AMD's Fusion A-Series APUs Offer 10.5-hour Battery Life, USB 3.0
AMD started shipping its "Llano" Accelerated Processor Units (APUs) to OEMs back in April, and now the new parts are officially out. The Sunnyvale chip maker announced what it's calling the Fusion A-Series, which AMD says "enable brilliant graphics, supercomputer-like performance, and all day battery life." These 32nm APUs are a different class of chips than the APUs that are already available, and take aim at consumer notebooks and desktops.
"The AMD A-Series APU represents an inflection point for AMD and is perhaps the industry’s biggest architectural change since the invention of the microprocessor," said Rick Bergman, senior vice president and general manager, AMD Products Group. "It heralds the arrival of brilliant all-new computing experiences, and enables unprecedented graphics and video performance in notebooks and PCs.

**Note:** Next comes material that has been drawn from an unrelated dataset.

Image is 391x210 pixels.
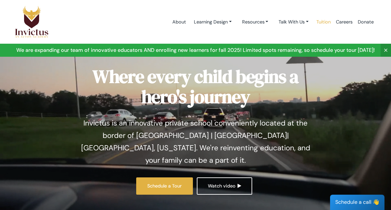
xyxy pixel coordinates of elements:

Beginning today we are bringing discrete-class graphics to the mainstream."
AMD's A-Series APUs are shipping now and will appear in more than 150 notebooks and desktops from leading OEMs throughout the second quarter of 2011 and beyond, AMD says. AMD promises up to 10.5 hours of battery life, DirectX 11-capable discrete-level graphics up to 400 Radeon cores along with dedicated HD video processing on a single chip, stereoscopic 3D support, up to 4MB of cache, clockspeeds up to 1.9GHz (2.5GHz Turbo), and USB 3.0 support.